LGBTQ+ Representation

Limited

The film lacks explicit LGBTQ+ characters or non-heteronormative identities. The narrative focuses entirely on a destructive romantic entanglement between a man and a younger woman.

Gender Representation

Good

The story subverts mid-century tropes by centering a female protagonist who destabilizes male authority. Instead of a submissive lead, she actively taunts and degrades a powerful man.

Racial & Ethnic Diversity

Fair

Representation is limited to Spanish social classes and European class frameworks. The narrative explores friction between rich and poor stock rather than multi-ethnic or intersectional identities.

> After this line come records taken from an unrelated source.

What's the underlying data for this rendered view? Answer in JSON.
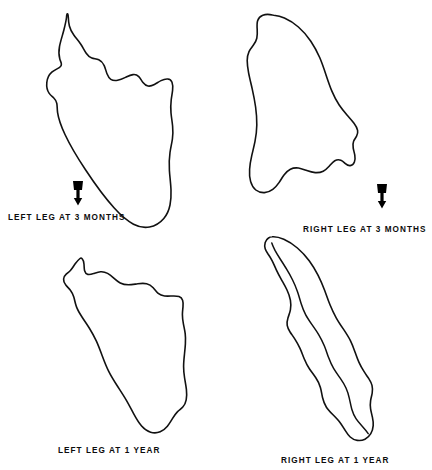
{
  "figure": {
    "kind": "anatomical-outline-tracings",
    "background_color": "#ffffff",
    "stroke_color": "#111111",
    "panel_count": 4
  },
  "panels": [
    {
      "id": "left-leg-3-months",
      "caption": "LEFT LEG AT 3 MONTHS",
      "position": "top-left"
    },
    {
      "id": "right-leg-3-months",
      "caption": "RIGHT LEG AT 3 MONTHS",
      "position": "top-right"
    },
    {
      "id": "left-leg-1-year",
      "caption": "LEFT LEG AT 1 YEAR",
      "position": "bottom-left"
    },
    {
      "id": "right-leg-1-year",
      "caption": "RIGHT LEG AT 1 YEAR",
      "position": "bottom-right"
    }
  ],
  "markers": [
    {
      "id": "marker-left",
      "icon": "down-arrow-icon",
      "direction": "down"
    },
    {
      "id": "marker-right",
      "icon": "down-arrow-icon",
      "direction": "down"
    }
  ]
}
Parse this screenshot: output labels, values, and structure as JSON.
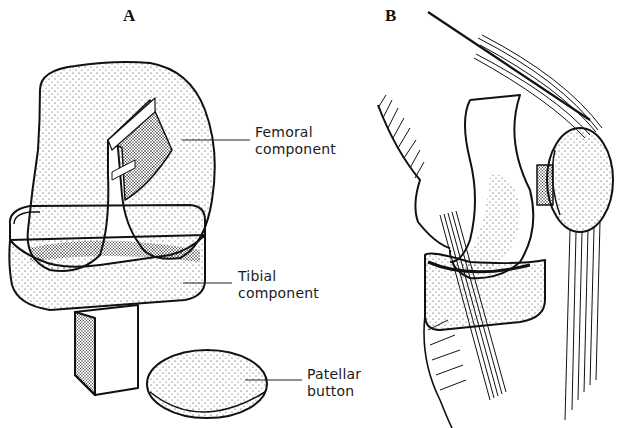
{
  "figure": {
    "panels": [
      {
        "id": "A",
        "label": "A"
      },
      {
        "id": "B",
        "label": "B"
      }
    ],
    "callouts": {
      "femoral": {
        "line1": "Femoral",
        "line2": "component"
      },
      "tibial": {
        "line1": "Tibial",
        "line2": "component"
      },
      "patellar": {
        "line1": "Patellar",
        "line2": "button"
      }
    },
    "colors": {
      "ink": "#111111",
      "paper": "#ffffff"
    }
  }
}
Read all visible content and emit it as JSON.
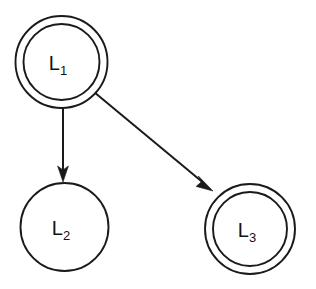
{
  "diagram": {
    "background_color": "#ffffff",
    "stroke_color": "#1a1a1a",
    "nodes": [
      {
        "id": "L1",
        "label_base": "L",
        "label_sub": "1",
        "shape": "double-circle",
        "accepting": true,
        "cx": 61.5,
        "cy": 62,
        "r_outer": 46,
        "r_inner": 38
      },
      {
        "id": "L2",
        "label_base": "L",
        "label_sub": "2",
        "shape": "circle",
        "accepting": false,
        "cx": 64.5,
        "cy": 227,
        "r_outer": 44,
        "r_inner": 0
      },
      {
        "id": "L3",
        "label_base": "L",
        "label_sub": "3",
        "shape": "double-circle",
        "accepting": true,
        "cx": 250,
        "cy": 229,
        "r_outer": 45,
        "r_inner": 37
      }
    ],
    "edges": [
      {
        "id": "L1-to-L2",
        "from": "L1",
        "to": "L2",
        "label": "",
        "directed": true,
        "x1": 63,
        "y1": 108,
        "x2": 63,
        "y2": 182
      },
      {
        "id": "L1-to-L3",
        "from": "L1",
        "to": "L3",
        "label": "",
        "directed": true,
        "x1": 94,
        "y1": 92,
        "x2": 213,
        "y2": 191
      }
    ]
  }
}
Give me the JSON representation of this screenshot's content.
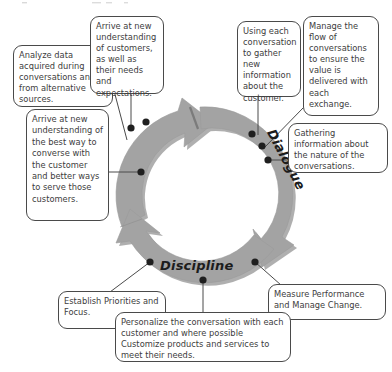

Religious & Cultural Diversity

Good

The film critiques traditional Western institutions like marriage and wealth. It replaces idealized moral structures with a focus on raw, individualistic impulses and moral relativism.

Disability Representation

Minimal

There is no evidence of characters with physical or neurodivergent disabilities within the narrative.

Strengths

  • Subverts traditional gender hierarchies by portraying a female lead who actively destabilizes male authority.
  • Critiques established social institutions like marriage and wealth through a lens of moral relativism.

Areas for Improvement

  • Lacks intersectional breadth, focusing almost exclusively on European class structures.
  • Provides no representation for LGBTQ+ identities or characters with disabilities.

AI Analysis

A Woman Like Satan succeeds in challenging the era's gendered power dynamics. By portraying a woman who psychologically manipulates a wealthy man, the film avoids the standard submissive female archetype common in 1950s cinema. However, the film remains narrow in its scope of identity. It operates within a localized European class framework, focusing on Spanish social hierarchies rather than a diverse or intersectional cast. Ultimately, the film is a study of social decay and the breakdown of traditional stability. It offers a cynical look at human morality that disrupts the romanticized norms of its time.